You told him of another woman who was in love with you, and was troublesome, or would be if she knew where to find you. You had promised to marry her, a promise to the pretty fool which you did not intend to keep. It amused you to think how furious Pauline Vaison would be when she found out you had gone." "So that devil Legrand has been talking, has he?" "Poor Lucien!

But at Aspern the numbers engaged were greater, Legrand being sent in toward nightfall. The Archduke intended to take and hold the village if possible, and the fighting continued there until midnight. Weakened and inferior in numbers though the French were, they understood better than their foes the defense of such a place, and when firing ceased they still held half of the long main street.

About one o'clock the bank was entirely cleared of the Cossacks, and the bridge for the infantry finished. The division Legrand crossed it rapidly with its cannon, the men shouting "Vive l'Empereur!" in the presence of their sovereign, who was himself actively pressing the passage of the artillery, and encouraged his brave soldiers by his voice and example.

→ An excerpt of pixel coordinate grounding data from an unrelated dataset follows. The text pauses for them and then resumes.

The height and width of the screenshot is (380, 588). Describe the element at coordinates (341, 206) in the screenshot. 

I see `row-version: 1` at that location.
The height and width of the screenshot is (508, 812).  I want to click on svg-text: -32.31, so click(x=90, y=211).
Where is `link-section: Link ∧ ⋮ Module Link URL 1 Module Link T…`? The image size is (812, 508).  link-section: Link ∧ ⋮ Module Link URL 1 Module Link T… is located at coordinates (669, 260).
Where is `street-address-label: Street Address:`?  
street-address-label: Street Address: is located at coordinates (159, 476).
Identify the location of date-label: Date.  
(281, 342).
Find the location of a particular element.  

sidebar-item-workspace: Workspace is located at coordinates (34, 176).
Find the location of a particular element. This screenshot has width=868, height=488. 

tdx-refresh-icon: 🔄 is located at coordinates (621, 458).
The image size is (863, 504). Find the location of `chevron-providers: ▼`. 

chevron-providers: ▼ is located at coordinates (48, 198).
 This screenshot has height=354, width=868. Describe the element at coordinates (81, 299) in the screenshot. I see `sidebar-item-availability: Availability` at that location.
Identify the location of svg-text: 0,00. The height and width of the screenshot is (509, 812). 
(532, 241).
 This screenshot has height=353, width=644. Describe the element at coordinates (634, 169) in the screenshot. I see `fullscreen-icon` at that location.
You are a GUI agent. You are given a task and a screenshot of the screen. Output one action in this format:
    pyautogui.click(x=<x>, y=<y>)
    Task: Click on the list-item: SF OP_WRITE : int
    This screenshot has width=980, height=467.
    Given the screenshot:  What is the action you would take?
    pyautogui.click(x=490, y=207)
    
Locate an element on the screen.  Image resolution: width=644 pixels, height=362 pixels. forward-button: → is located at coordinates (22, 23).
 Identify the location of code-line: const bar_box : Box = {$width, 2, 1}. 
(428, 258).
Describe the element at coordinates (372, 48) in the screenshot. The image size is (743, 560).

The negro obeyed him promptly, and apparently with but little trouble, ascending higher and higher, until no glimpse of his squat figure could be obtained through the dense foliage which enveloped it. Presently his voice was heard in a sort of halloo. "How much fudder is got for go?" "How high up are you?" asked Legrand. "Ebber so fur," replied the negro; "can see de sky fru de top ob de tree."

The shrub here often attains the height of fifteen or twenty feet, and forms an almost impenetrable coppice, burthening the air with its fragrance. In the utmost recesses of this coppice, not far from the eastern or more remote end of the island, Legrand had built himself a small hut, which he occupied when I first, by mere accident, made his acquaintance.

Do you imagine you are the only scoundrel in Paris?" "Scoundrel! Why, you pretty fool it is your own expression, so let me use it do you imagine I should tell the truth to Legrand? His own cupidity ruins him. Half the tale is true, the other half why, Pauline, is it not the very scheme I told you of?

"Well! now listen! if you will venture out on the limb as far as you think safe, and not let go the beetle, I'll make you a present of a silver dollar as soon as you get down." "I'm gwine, Massa Will deed I is," replied the negro very promptly "mos out to the eend now." "Out to the end!" here fairly screamed Legrand, "do you say you are out to the end of that limb?"

The same may be said of Louis Legrand, a pupil of Félicien Rops, an admirably skilful etcher, a draughtsman of keen vision, and a painter of curious character, who has in many ways forestalled the artists of to-day.